This paper discusses the problem of social exclusion, reported to be intrinsically connected to mathematical teaching, from the perspective of Hegel's philosophy and Lacan's psychoanalysis. It provides a characterization of mathematics from a language viewpoint discusses the perennial demand for more mathematical achieving from the perspective of hysterics and obsessive symptoms and shows how desire is linked with the choice of values in assessment.KEY WORDS: Hegel, Lacan and Zizek, inclusion and diversity, language and communication, mathematics education and psychoanalysis
Neste trabalho trazemos para o debate concepções e questões sobre a função e o uso de computadores no ensino e na aprendizagem das matemáticas em um curso de engenharia, em modo presencial. Apresentamos: (1) concepções sobre a relação entre tecnologia, educação matemática e educação em engenharia; (2) concepções para o ensino e a aprendizagem em um curso de engenharia específico e (3) uma proposta de ambiente.
We criticize the polysemy of the signifier “mathematics”. Its commonsense meaning should not be considered enough to ground mathematics education. We describe a form of speech emerging in Ancient Greece, originated from the social necessity to avoid intra-family clashes by means of precise agreements, written laws, and democratic dialog in a singular historical situation. This form of speech emerged together with coinage, was made numerically precise with the Pythagorean movement, and logically precise after the crisis unleashed by Russell’s paradox in the beginning of the last century. We show how this form of speech has developed in history together with communities that came to be known as “exact sciences”, among which is Mathematics, a distinguished community of speech. We end the paper suggesting a political agenda for mathematics education.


> _ASSIGNED TASK_
What you return should be each line of the data containing the string "pixels".

> _EXTRACTED MATERIAL_
###

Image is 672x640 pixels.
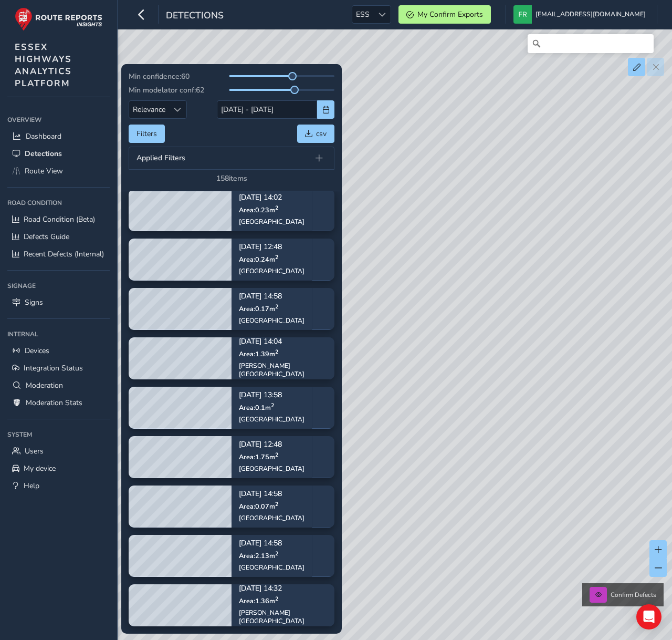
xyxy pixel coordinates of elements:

###

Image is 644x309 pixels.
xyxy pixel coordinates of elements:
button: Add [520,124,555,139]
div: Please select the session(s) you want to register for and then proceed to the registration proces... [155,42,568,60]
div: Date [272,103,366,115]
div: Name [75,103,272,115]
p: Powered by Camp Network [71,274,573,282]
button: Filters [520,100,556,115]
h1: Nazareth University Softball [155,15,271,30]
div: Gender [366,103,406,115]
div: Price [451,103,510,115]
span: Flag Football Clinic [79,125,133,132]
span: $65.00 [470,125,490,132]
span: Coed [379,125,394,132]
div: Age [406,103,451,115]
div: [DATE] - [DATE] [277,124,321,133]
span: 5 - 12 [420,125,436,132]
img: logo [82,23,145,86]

###

> _EXERCISE ANSWER_
Image is 672x640 pixels.
Image is 644x309 pixels.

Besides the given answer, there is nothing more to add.